Wage Theft Is Now a Crime in New Zealand: What That Actually Means
- Che Van Lawrence
- Apr 26
- 3 min read

For a long time in New Zealand, if an employer did not pay wages properly, it was treated as a workplace dispute. That meant employees had to chase what they were owed through the Employment Relations Authority or the courts, often slowly and at their own expense.
That has now changed in a significant way.
As of 14 March 2025, the law has drawn a hard line. Deliberately not paying wages can now be a criminal offence.
So what’s actually illegal now?
Under the Crimes (Theft by Employer) Amendment Act 2025, an employer commits a crime if they:
Intentionally fail to pay wages or entitlements
Without a reasonable excuse
Where those wages are legally owed under an employment agreement or legislation
In simple terms:
If an employer knowingly withholds pay they are required to give, that can now be treated as theft.
This is not about mistakes or payroll errors. The focus is on deliberate behaviour.
How serious is it?
Very.
If the unpaid wages are over $1,000, the offence can carry penalties of up to 7 years’ imprisonment.
That is a dramatic shift from the previous system, where the worst consequence was usually financial penalties or repayment orders.
Why was this change made?
Because the old system was not working well enough.
Wage theft has been a persistent issue, particularly affecting:
Migrant workers
Low-income workers
People in industries with weak oversight
Previously, enforcement was often slow, reactive, and relatively weak as a deterrent.
By turning wage theft into a crime, the law aims to:
Deter exploitative employers
Give enforcement agencies stronger tools
Signal that this conduct is not just a civil dispute, but serious wrongdoing
A real-world example
One recent case, before criminal prosecutions under the new law have really started, involved:
A business owing over $158,000 in unpaid wages
Workers being required to work up to 14 hours a day, seven days a week
Deductions being taken under the guise of “loan repayments”
The company was fined over $150,000.
Under the new law, conduct like this could potentially go further into criminal prosecution territory.
Does this mean employers are now at risk of jail for payroll mistakes?
No, and this is important.
The law targets intentional conduct without reasonable excuse.
So:
A genuine payroll error is not a crime
A dispute about interpretation is not a crime
A cashflow issue handled transparently is unlikely to be a crime
But:
Knowingly refusing to pay
Deliberately underpaying
Creating sham deductions
These are now firmly in dangerous territory.
What should employers be doing now?
At a minimum:
Make sure payroll systems are accurate and audited
Ensure employment agreements are clear and compliant
Avoid any questionable deductions or arrangements
Fix underpayments quickly and transparently
Because the risk is no longer just repayment later. It can be criminal liability.
What should employees know?
If you are not being paid properly, you now have:
The usual employment law remedies, and
The possibility that the conduct may be treated as a criminal matter
That does not mean every case will be prosecuted, but it changes the leverage significantly.
The bigger picture
This law is part of a broader shift in employment law in New Zealand:
Stronger enforcement
Greater accountability
A move away from treating exploitation as just a dispute
The direction is clear. Some conduct is now considered serious enough to justify criminal punishment.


WHAT THE TASK REQUIRES:
For each line below, write it out exactly as it appears.
= Beginning of Section =
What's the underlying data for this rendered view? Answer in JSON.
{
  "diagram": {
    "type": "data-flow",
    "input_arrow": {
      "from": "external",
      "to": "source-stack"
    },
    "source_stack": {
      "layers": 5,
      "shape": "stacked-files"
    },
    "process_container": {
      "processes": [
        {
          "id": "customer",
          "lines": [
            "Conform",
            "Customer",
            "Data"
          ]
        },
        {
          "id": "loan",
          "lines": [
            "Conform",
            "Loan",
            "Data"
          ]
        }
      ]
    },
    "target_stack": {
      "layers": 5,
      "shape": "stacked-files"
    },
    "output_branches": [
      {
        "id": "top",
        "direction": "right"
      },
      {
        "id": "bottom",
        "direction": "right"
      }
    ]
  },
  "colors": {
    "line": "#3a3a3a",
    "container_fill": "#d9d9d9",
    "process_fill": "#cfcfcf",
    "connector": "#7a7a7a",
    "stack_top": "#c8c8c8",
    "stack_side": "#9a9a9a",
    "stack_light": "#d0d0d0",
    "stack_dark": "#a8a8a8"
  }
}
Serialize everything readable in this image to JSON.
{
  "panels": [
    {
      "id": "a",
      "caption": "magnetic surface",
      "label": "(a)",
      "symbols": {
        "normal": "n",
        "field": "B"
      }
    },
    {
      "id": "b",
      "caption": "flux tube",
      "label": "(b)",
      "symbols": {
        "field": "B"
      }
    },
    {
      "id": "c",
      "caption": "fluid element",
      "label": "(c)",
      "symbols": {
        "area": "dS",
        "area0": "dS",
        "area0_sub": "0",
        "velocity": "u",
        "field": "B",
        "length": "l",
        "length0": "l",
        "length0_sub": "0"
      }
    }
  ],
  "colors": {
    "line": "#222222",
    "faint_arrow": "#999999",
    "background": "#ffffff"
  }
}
= End of Section =
ANSWER SECTION:
What's the underlying data for this rendered view? Answer in JSON.
{
  "diagram": {
    "type": "data-flow",
    "input_arrow": {
      "from": "external",
      "to": "source-stack"
    },
    "source_stack": {
      "layers": 5,
      "shape": "stacked-files"
    },
    "process_container": {
      "processes": [
        {
          "id": "customer",
          "lines": [
            "Conform",
            "Customer",
            "Data"
          ]
        },
        {
          "id": "loan",
          "lines": [
            "Conform",
            "Loan",
            "Data"
          ]
        }
      ]
    },
    "target_stack": {
      "layers": 5,
      "shape": "stacked-files"
    },
    "output_branches": [
      {
        "id": "top",
        "direction": "right"
      },
      {
        "id": "bottom",
        "direction": "right"
      }
    ]
  },
  "colors": {
    "line": "#3a3a3a",
    "container_fill": "#d9d9d9",
    "process_fill": "#cfcfcf",
    "connector": "#7a7a7a",
    "stack_top": "#c8c8c8",
    "stack_side": "#9a9a9a",
    "stack_light": "#d0d0d0",
    "stack_dark": "#a8a8a8"
  }
}
Serialize everything readable in this image to JSON.
{
  "panels": [
    {
      "id": "a",
      "caption": "magnetic surface",
      "label": "(a)",
      "symbols": {
        "normal": "n",
        "field": "B"
      }
    },
    {
      "id": "b",
      "caption": "flux tube",
      "label": "(b)",
      "symbols": {
        "field": "B"
      }
    },
    {
      "id": "c",
      "caption": "fluid element",
      "label": "(c)",
      "symbols": {
        "area": "dS",
        "area0": "dS",
        "area0_sub": "0",
        "velocity": "u",
        "field": "B",
        "length": "l",
        "length0": "l",
        "length0_sub": "0"
      }
    }
  ],
  "colors": {
    "line": "#222222",
    "faint_arrow": "#999999",
    "background": "#ffffff"
  }
}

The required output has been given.